1. Her face was a perfect oval, like a circle that had its two sides gently compressed by a Thigh Master.

2. His thoughts tumbled in his head, making and breaking alliances like underpants in a dryer without Cling Free.

3. He spoke with the wisdom that can only come from experience, like a guy who went blind because he looked at a solar eclipse without one of those boxes with a pinhole in it and now goes around the country speaking at high schools about the dangers of looking at a solar eclipse without one of those boxes with a pinhole in it.

4. She grew on him like she was a colony of E-Coli and he was room-temperature Canadian beef.

5. She had a deep, throaty, genuine laugh, like that sound a dog makes just before it throws up.

6. Her vocabulary was as bad as, like, whatever.

7. He was as tall as a six-foot-three-inch tree.

8. The revelation that his marriage of 30 years had disintegrated because of his wife's infidelity came as a rude shock, like a surcharge at a formerly surcharge-free ATM.

9. The little boat gently drifted across the pond exactly the way a bowling ball wouldn't.

10. McBride fell 12 stories, hitting the pavement like a Hefty bag filled with vegetable soup.

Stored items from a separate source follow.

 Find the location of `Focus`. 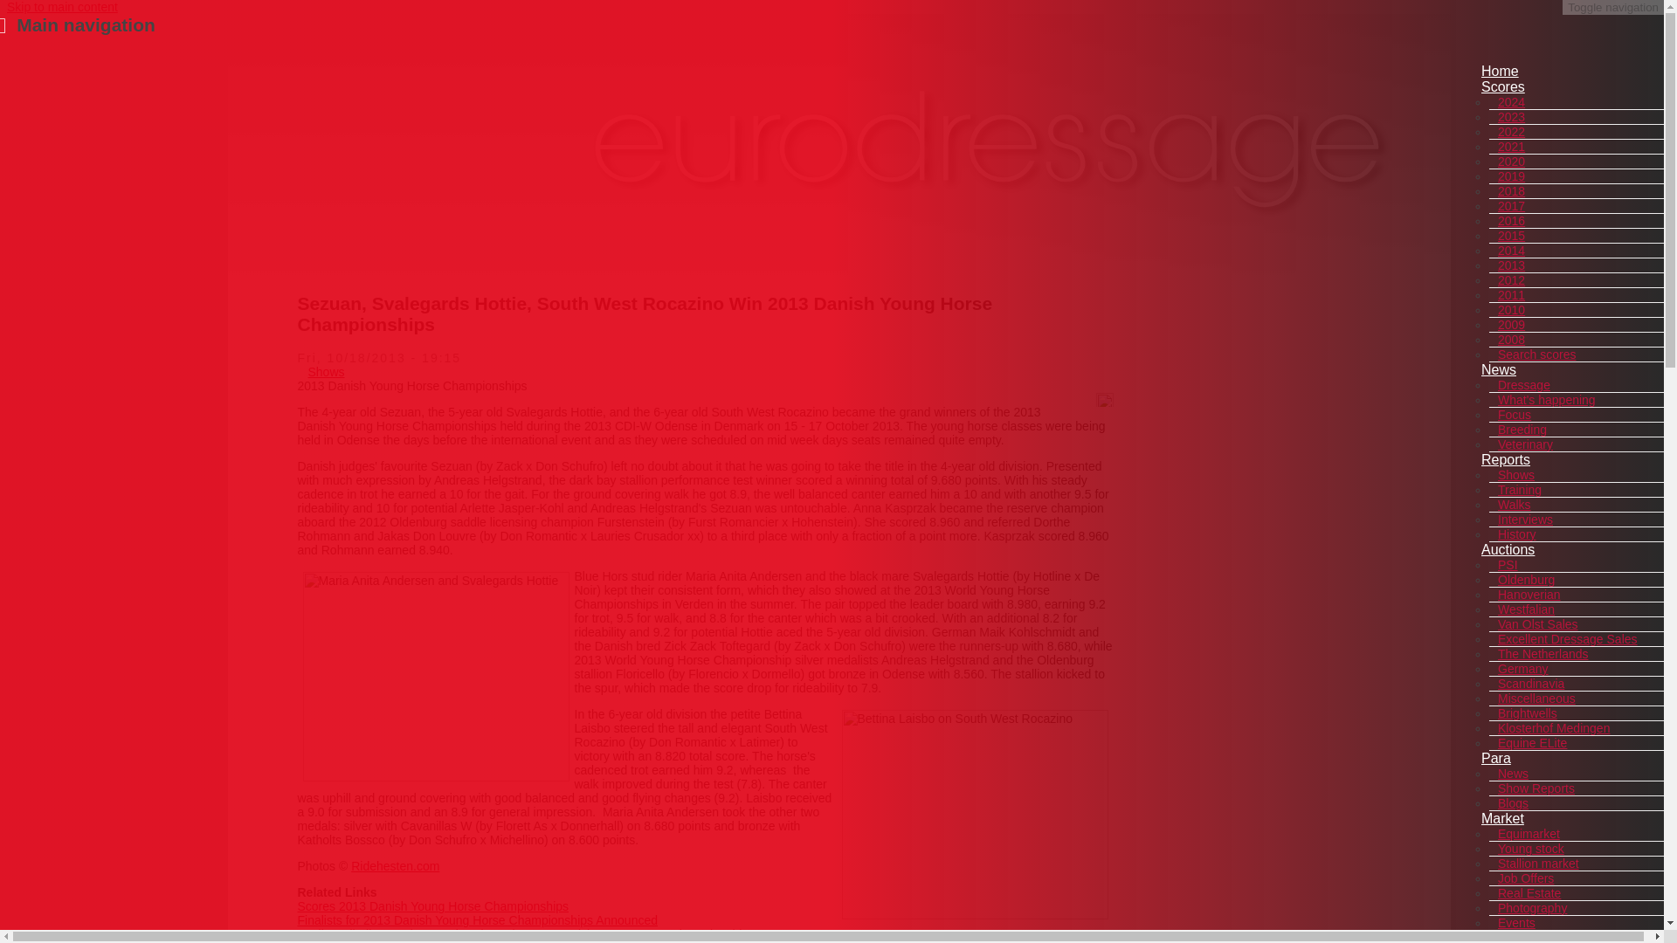

Focus is located at coordinates (1513, 414). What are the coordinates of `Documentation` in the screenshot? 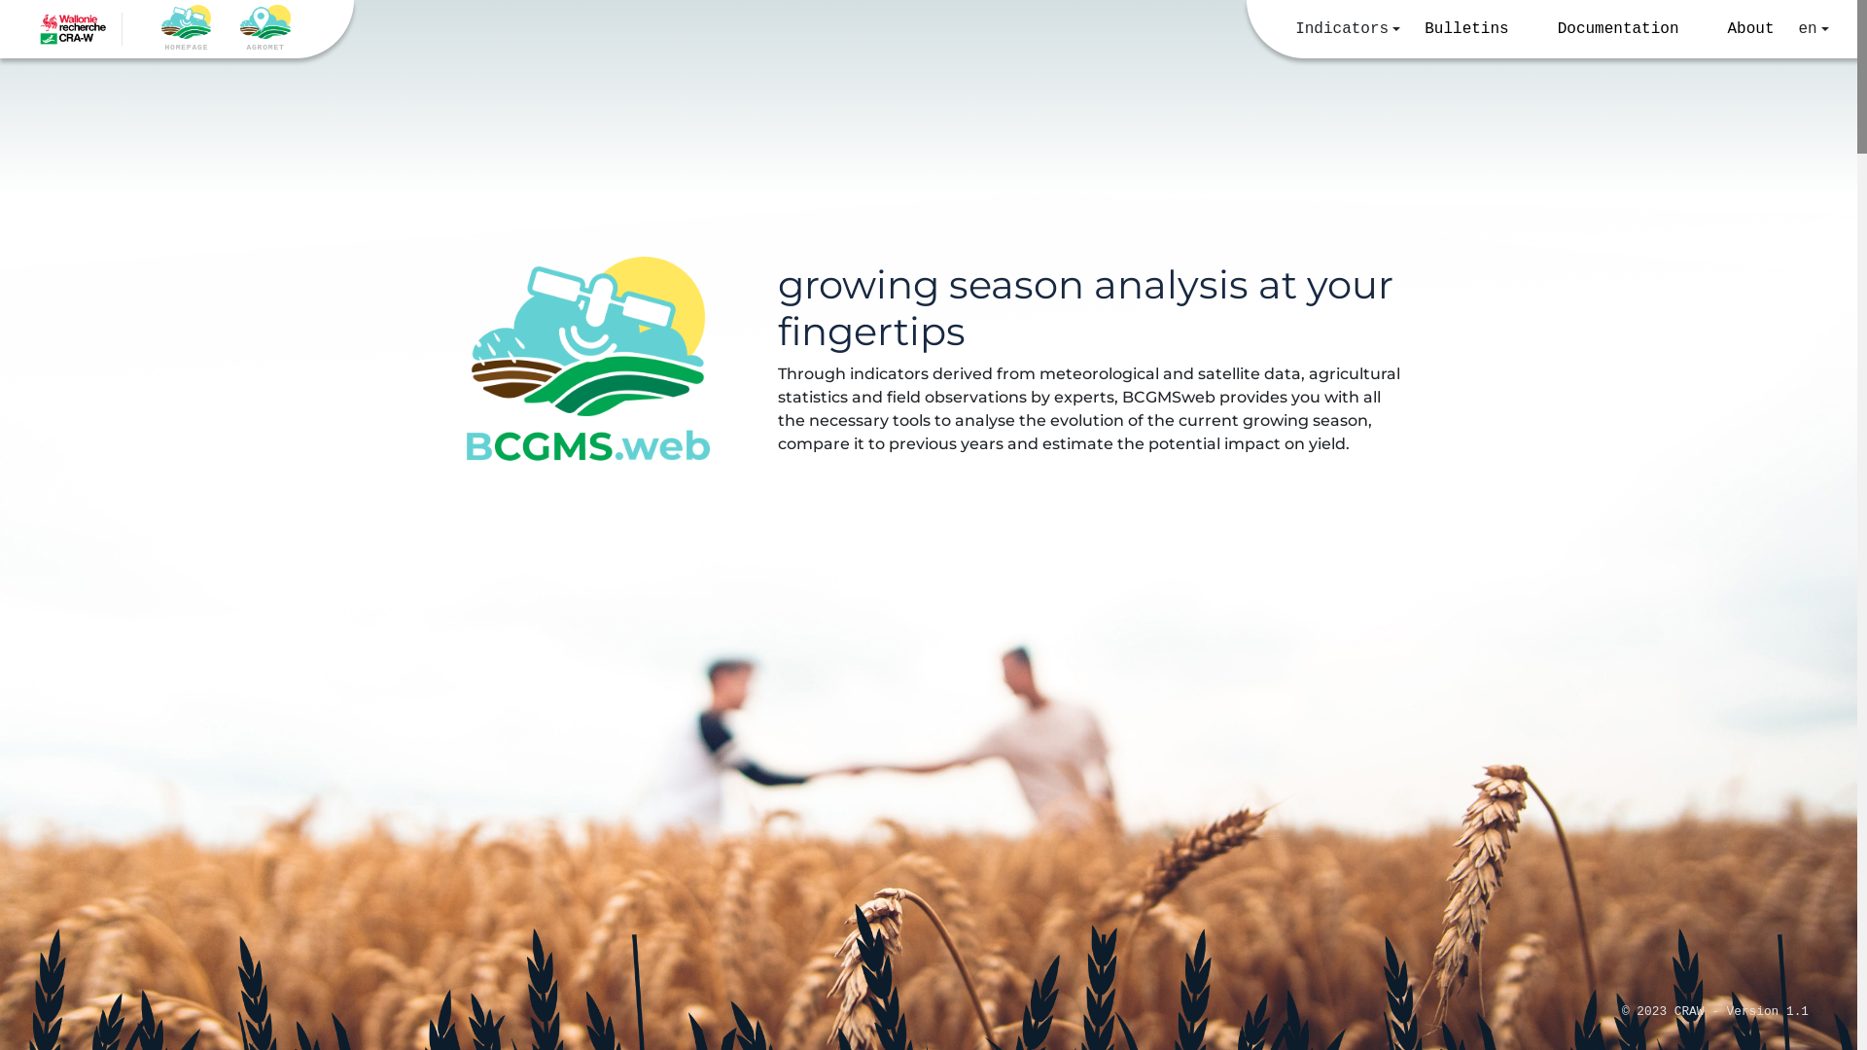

11. From the attic came an unearthly howl. The whole scene had an eerie, surreal quality, like when you're on vacation in another city and Jeopardy comes on at 7:00 p.m. instead of 7:30.

12. Her hair glistened in the rain like a nose hair after a sneeze.

13. The hailstones leaped from the pavement, just like maggots when you fry them in hot grease.

14. Long separated by cruel fate, the star-crossed lovers raced across the grassy field toward each other like two freight trains, one having left Cleveland at 6:36 p.m. traveling at 55 mph, the other from Topeka at 4:19 p.m. at a speed of 35 mph.

15. They lived in a typical suburban neighborhood with picket fences that resembled Nancy Kerrigan's teeth.

16. John and Mary had never met. They were like two hummingbirds who had also never met.

17. He fell for her like his heart was a mob informant and she was the East River.

18. Even in his last years, Grandpappy had a mind like a steel trap, only one that had been left out so long, it had rusted shut.

19. Shots rang out, as shots are wont to do.

20. The plan was simple, like my brother-in-law Stan. But unlike Stan, this plan just might work.

21. The young fighter had a hungry look, the kind you get from not eating for a while.

22. He was as lame as a duck. Not the metaphorical lame duck, either, but a real duck that was actually lame, maybe from stepping on a land mine or something.

23. The ballerina rose gracefully en pointe and extended one slender leg behind her, like a dog at a fire hydrant.

24. It was an American tradition, like fathers chasing kids around with power tools.

25. He was deeply in love. When she spoke, he thought he heard bells, as if she were a garbage truck backing up.

26. Her eyes were like limpid pools, only they had forgotten to put in any PH cleanser.

27. She walked into my office like a centipede with 98 missing legs.

The end...of the month

Well, that's it then. The end of the month. Not the end of my story, but the end of the month's challenge. I hit 50,234 words...and that's good. But now to finish the story!